Tupperware Party: domestic fans gather to socialize and consume (circa 1950s). |
In The Philosophy of Andy Warhol (1975), Warhol writes: "Being good in business is the most fascinating kind of art. During the hippie era people put down the idea of business-they'd Money is bad," and "working is bad," but making money is art and working is art and good business is the best art." Having started out as a commercial artist designing store windows and ending up operating Andy Warhol Enterprises publishing magazines and cranking out portrait commissions holding this view makes sense. As Warhol wrote, calling an artist a $ELL OUT was the greatest of insults decades ago. Warhol predicted if not forged the way for the current possibility of "artist as entrepreneur" which has captured the mainstream media imagination with a spate of articles. The Economist wrote in its February 17, 2011 issue, "If businesspeople should take art more seriously, artists too should take business more seriously. Commerce is a central part of the human experience. More prosaically, it is what billions of people do all day."

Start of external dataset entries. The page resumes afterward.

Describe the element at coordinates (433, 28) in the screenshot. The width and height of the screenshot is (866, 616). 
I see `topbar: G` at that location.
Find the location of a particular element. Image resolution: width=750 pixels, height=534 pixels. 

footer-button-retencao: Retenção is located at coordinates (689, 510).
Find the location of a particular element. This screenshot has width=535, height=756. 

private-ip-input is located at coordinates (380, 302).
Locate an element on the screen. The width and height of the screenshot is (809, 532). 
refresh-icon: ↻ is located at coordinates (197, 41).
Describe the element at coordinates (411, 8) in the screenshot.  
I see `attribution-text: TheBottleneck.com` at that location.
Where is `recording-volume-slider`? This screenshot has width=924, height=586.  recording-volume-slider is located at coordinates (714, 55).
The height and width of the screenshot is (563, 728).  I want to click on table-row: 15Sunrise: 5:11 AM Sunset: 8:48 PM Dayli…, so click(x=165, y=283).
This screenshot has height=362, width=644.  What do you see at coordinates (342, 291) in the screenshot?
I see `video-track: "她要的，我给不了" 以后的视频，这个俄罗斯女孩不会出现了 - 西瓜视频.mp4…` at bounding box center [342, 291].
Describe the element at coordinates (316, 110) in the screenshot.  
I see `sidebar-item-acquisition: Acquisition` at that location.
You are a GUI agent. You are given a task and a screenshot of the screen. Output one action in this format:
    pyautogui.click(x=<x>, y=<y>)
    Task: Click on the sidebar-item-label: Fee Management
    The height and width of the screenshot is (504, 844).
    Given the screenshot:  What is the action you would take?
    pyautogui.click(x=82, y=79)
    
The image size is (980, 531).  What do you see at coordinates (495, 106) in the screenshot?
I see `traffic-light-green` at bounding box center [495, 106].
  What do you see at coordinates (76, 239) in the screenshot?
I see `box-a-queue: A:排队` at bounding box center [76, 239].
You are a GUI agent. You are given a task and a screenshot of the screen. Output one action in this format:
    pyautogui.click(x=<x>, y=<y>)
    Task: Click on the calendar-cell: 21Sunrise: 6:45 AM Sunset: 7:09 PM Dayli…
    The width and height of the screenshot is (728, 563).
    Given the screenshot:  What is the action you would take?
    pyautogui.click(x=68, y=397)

Warhol, Koons, and Hirst demonstrated that both fame and wealth could be achieved while an artist was still alive to benefit. The starving artist became stereotype than lapsed into "boho" lifestyle. Indeed the Internet has created new opportunities for young artists to make and sell artwork. Like a Tupperware party, young artists can develop networks of fans and friends, an inner circle of supporters willing to buy their wares. In 2007, Jen Bekman created 20x200 offering a "large selection of high-quality artwork starting at only $20." She welcomes novice consumers with only $20 to spend and hopes to turn them into art fans by offering editions of prints by an array of both the famous and the up and coming. Kate Bingaman-Bert started drawing then selling her drawings of her credit card statements to help get herself out of debt. Then she began drawing everything she bought and posting the drawings online as a project. The ongoing project evolved into her Tumblr blog Obsessive Consumption/The Office of Kate Bingaman Burt and a book. Even Minneapolis photographer Alec Soth, who has been embraced by the chic Chelsea art world has found a creative outlet in the realm of selling cheap items online to "fans." He recently established Little Brown Mushroom Books to publish and sell posters, zines, t-shirts, hats and books ranging in price from $7 to $950. Artists can craft an online artist profile using FaceBook then blog about their artistic process and projects for free on BlogSpot and selling hand made items on Etsy. It is free and easy but it takes a degree of persistence, resilience, adaptability and vision to stand out in the increasingly crowded online world of artists self-promoting and business becomes an art in itself as Andy said.